No-Gi Jiu-jitsu is practiced in rash guards and shorts, similar to wrestling gear. There’s less friction, no handles, and a faster, more explosive pace. Grips rely on underhooks, head control, or wrist ties instead of grabbing fabric and maintaining control that way.

Gi Training

The Case for Gi: Grip, Patience, and Technical Depth

Training in the gi forces you to slow down. That might not sound appealing, but for developing sound technique, it’s gold. You can't explode out of a difficult position with athleticism alone. You’ve got to learn proper escapes. You’re given more time to think, and as a result, more time to make decisions that develop your mat IQ.

The gi also offers a broad library of techniques, including label chokes, spider guard, worm guard and many others. It rewards grip strength and grip fighting, and the fabric allows for intricate control that no-gi does not.

And, let’s be honest, there’s something about tying your belt, earning your stripes, and wearing that heavy fabric armor. It connects you to Jiu-jitsu's roots. There's a ritual to it.

The Case for No-Gi: Speed, Pressure, and Realism

Then there’s no-gi. It’s faster. It’s slippier. There’s less to hang on to and fewer places to hide. Some would argue it’s closer to “real fighting,” since most street fights don’t involve someone in a thick cotton jacket. MMA fighters almost exclusively train no-gi for this reason.
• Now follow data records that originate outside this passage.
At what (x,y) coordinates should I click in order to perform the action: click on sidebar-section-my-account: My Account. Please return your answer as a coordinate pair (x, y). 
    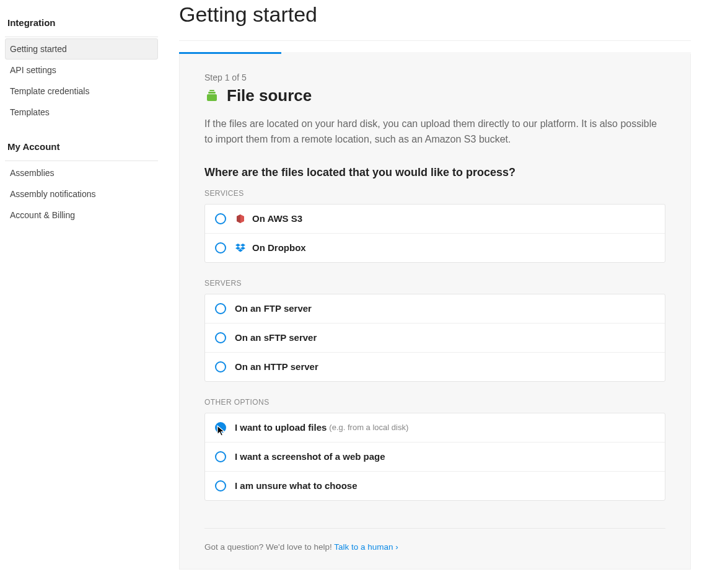
    Looking at the image, I should click on (82, 148).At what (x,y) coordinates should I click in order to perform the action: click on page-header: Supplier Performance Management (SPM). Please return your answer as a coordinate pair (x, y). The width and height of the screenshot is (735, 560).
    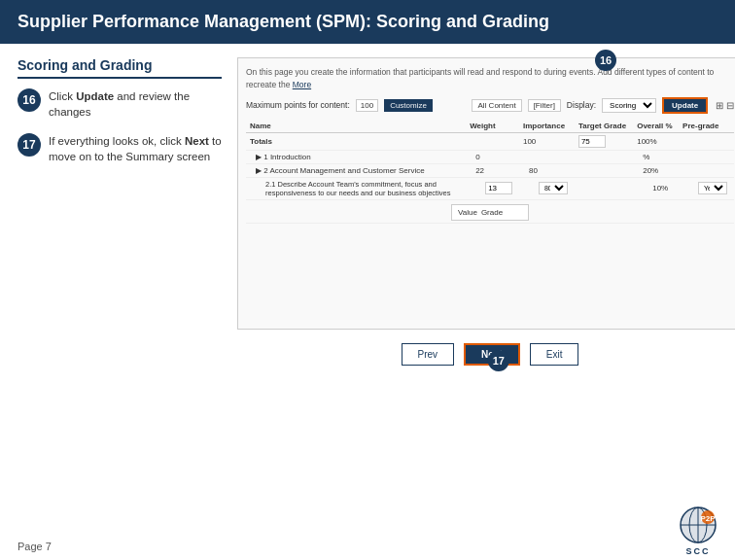
    Looking at the image, I should click on (368, 21). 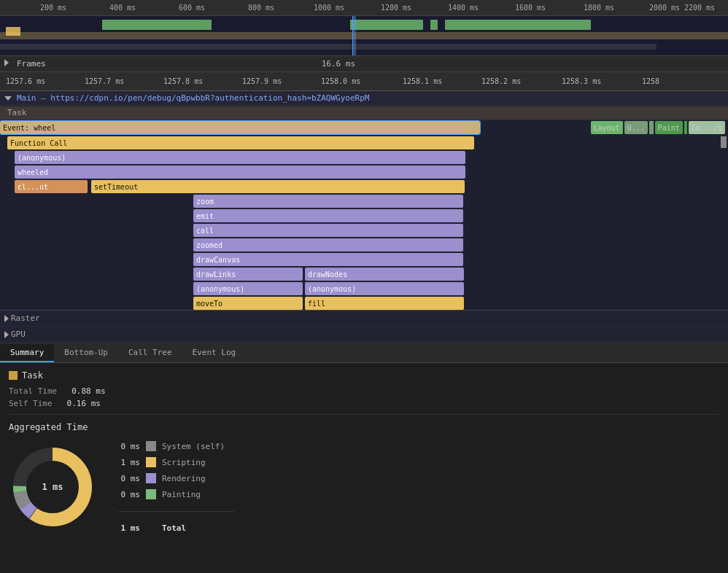 What do you see at coordinates (84, 404) in the screenshot?
I see `self-time-value: 0.16 ms` at bounding box center [84, 404].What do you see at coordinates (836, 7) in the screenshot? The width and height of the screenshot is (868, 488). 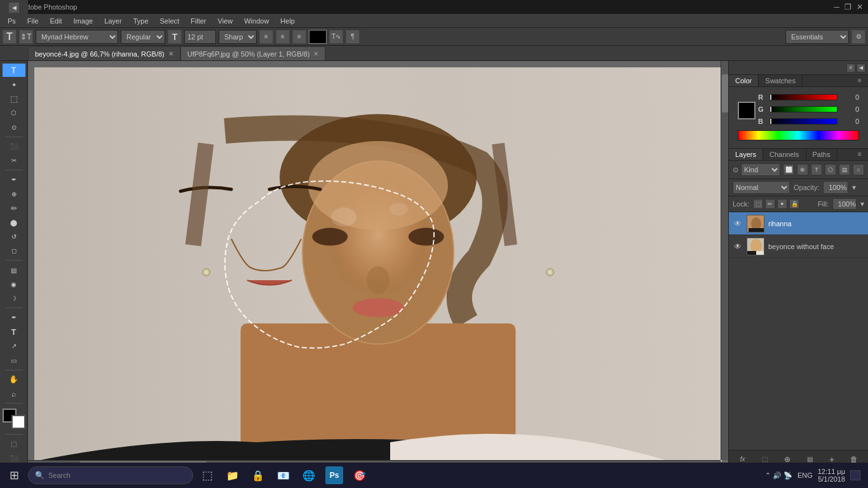 I see `minimize-button: ─` at bounding box center [836, 7].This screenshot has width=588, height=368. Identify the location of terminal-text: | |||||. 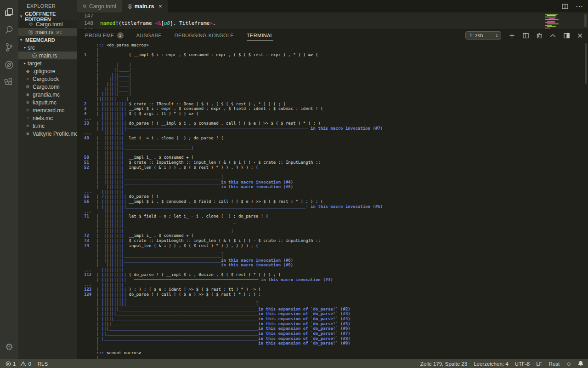
(105, 319).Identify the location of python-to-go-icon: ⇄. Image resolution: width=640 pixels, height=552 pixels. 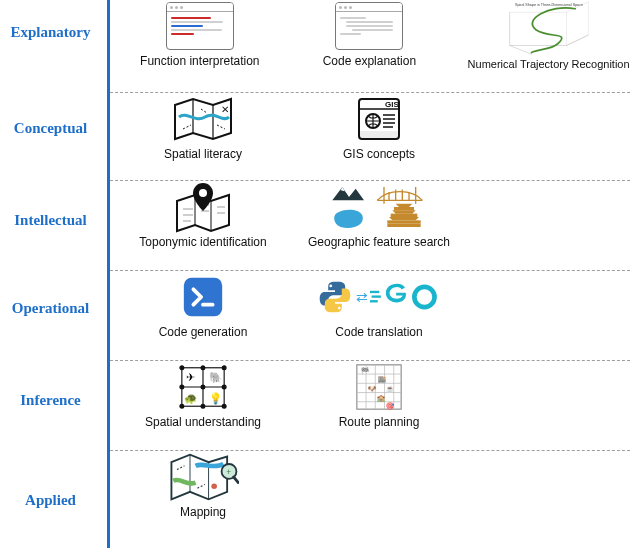
(379, 297). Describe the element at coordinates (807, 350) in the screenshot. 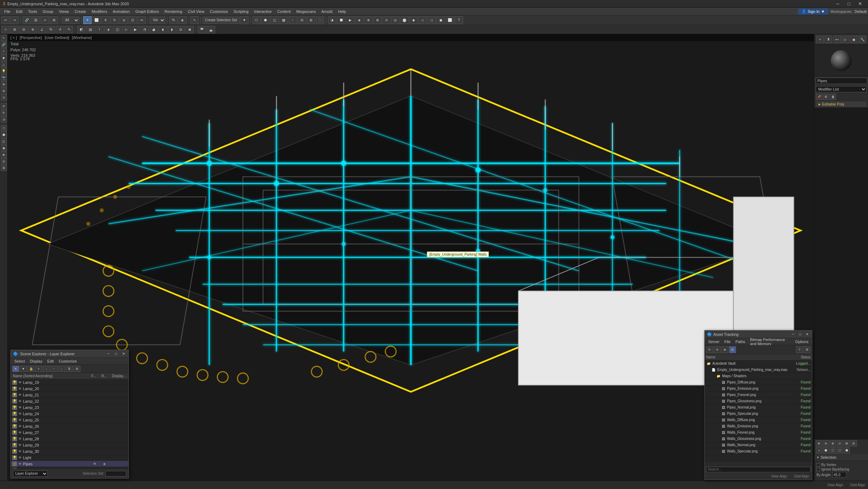

I see `at-settings-btn: ⚙` at that location.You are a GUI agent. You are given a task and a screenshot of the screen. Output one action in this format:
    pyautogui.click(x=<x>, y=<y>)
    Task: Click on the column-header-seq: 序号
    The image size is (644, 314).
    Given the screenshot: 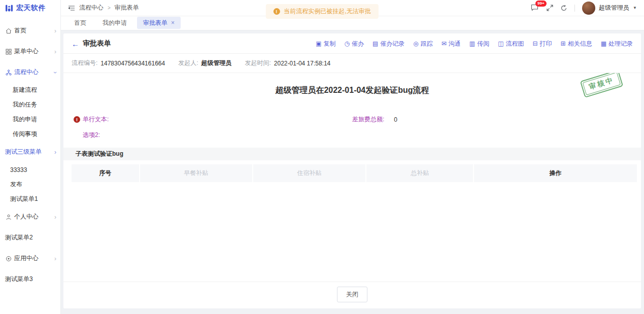 What is the action you would take?
    pyautogui.click(x=106, y=173)
    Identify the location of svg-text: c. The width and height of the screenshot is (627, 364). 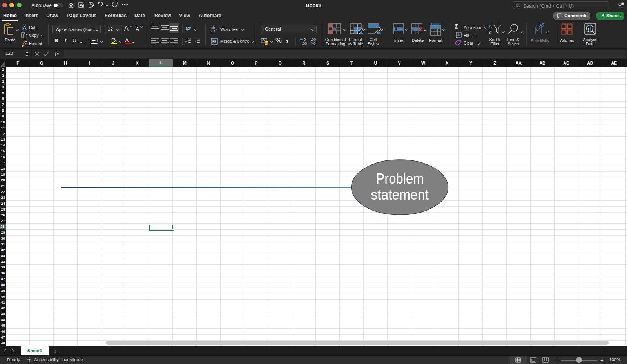
(212, 31).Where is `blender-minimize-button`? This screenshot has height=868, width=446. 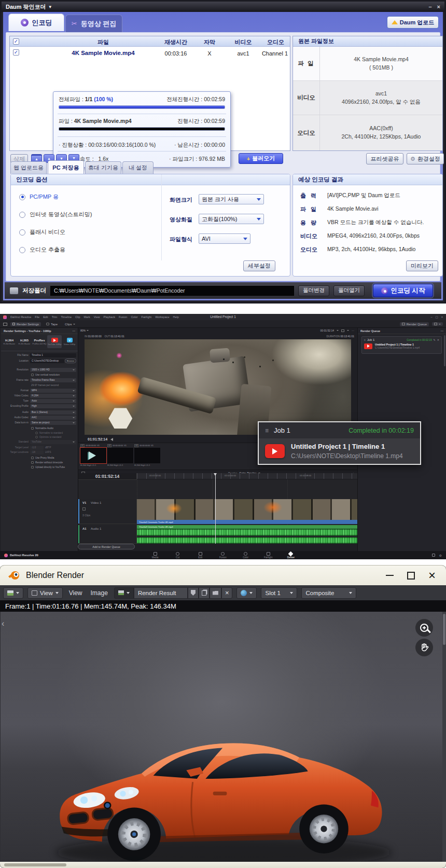
blender-minimize-button is located at coordinates (390, 575). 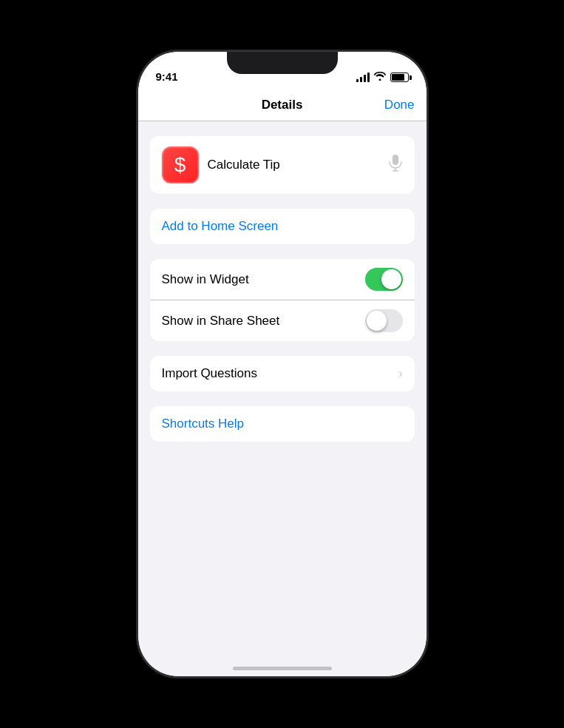 I want to click on import-questions-row: Import Questions ›, so click(x=282, y=374).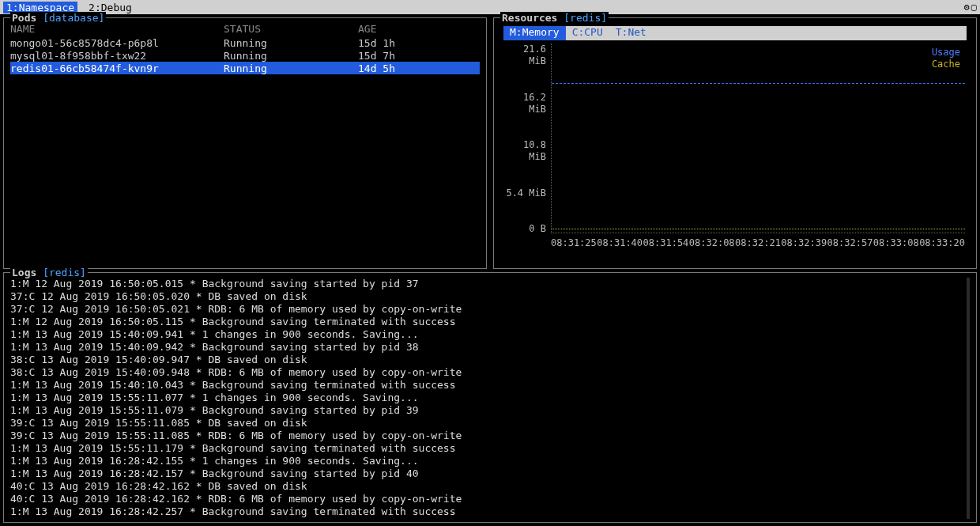 The width and height of the screenshot is (980, 526). I want to click on y-tick: 16.2 MiB, so click(524, 104).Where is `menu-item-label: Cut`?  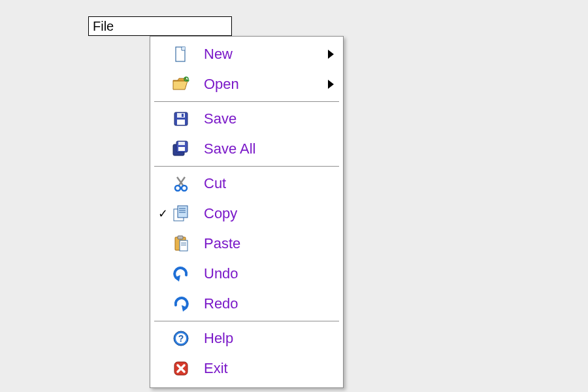 menu-item-label: Cut is located at coordinates (257, 184).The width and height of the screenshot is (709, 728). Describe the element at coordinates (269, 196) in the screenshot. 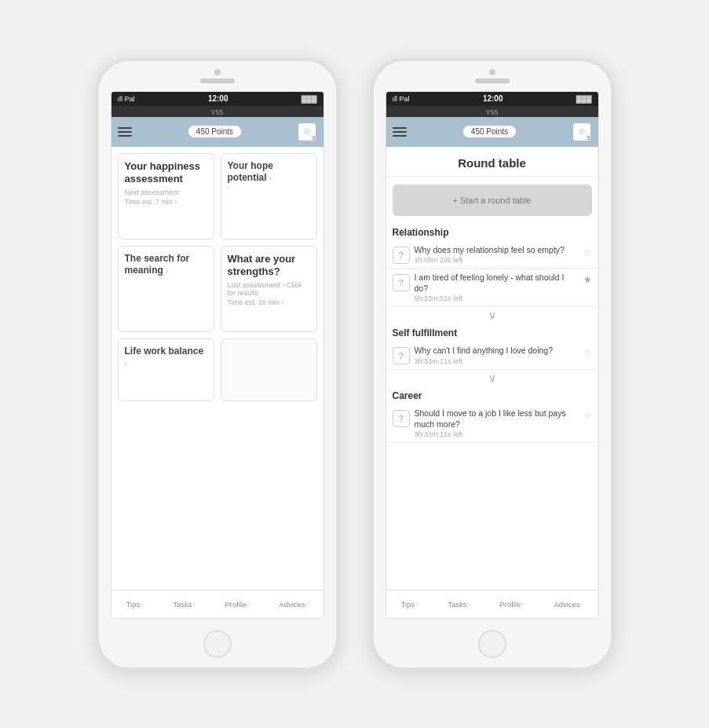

Because you can’t rely on grips, no-gi emphasizes body positioning, movement, and transitions. It's far more scramble-heavy, and you'll often see people explode through positions where in gi, they might’ve been held in place.

From a conditioning standpoint, no-gi can be more demanding. The pace is relentless. If you’re not used to it, prepare to feel like your lungs are fighting harder than your limbs.

No-Gi Training

Which Is Harder?

That depends on who you ask, and probably what they started with.

Gi practitioners might say no-gi feels like chaos at first. Everything is faster, slippier, and less controlled. No-gi folks often struggle with the endless grip fighting and lapel entanglements that gi presents.

But the truth is, both are challenging in different ways. Gi demands patience, technical precision, and grip endurance. No-gi tests your athleticism, reaction time, and ability to adapt without fabric-based control.

Competition and Pathways

If you’re aiming to compete, you’ll eventually have to make a choice, or train for both. IBJJF, one of the biggest BJJ governing bodies, runs events in both gi and no-gi. ADCC, on the other hand, is exclusively a no-gi tournament and arguably the most prestigious no-gi tournament in the world.

Many top athletes today, think Gordon Ryan, Tye Ruotolo, or Ffion Davies, train primarily no-gi. But legends like Roger Gracie or Marcus "Buchecha" Almeida built their dominance in the gi.

Some gyms lean heavily in one direction. Others offer both. Ideally, your training reflects your goals.

So… Which One Should You Train?

That depends on why you’re training in the first place.

If you’re in it for the art, the tradition, or enjoy slower, more technical exchanges, the gi might be your calling. If you’re more interested in self-defense, MMA, or high-paced grappling then no-gi might suit you better.

But here’s a secret that often gets buried in the gi vs no-gi arguments: both make you better.

You will gain a better understanding of control when you train with a gi. It forces discipline and rewards precision. No-gi sharpens your reactions, your scrambling ability, and your ability to impose pressure quickly.

Cross-training gives you the best of both worlds. Your no-gi game becomes more technical. Your gi game becomes more athletic.

Final Thoughts

In the end, gi vs no-gi isn’t a fight to the death. It’s a choice between different tools and most high-level grapplers use both. You don’t have to pick a side. You just have to keep showing up.

And that’s what matters in Jiu-Jitsu.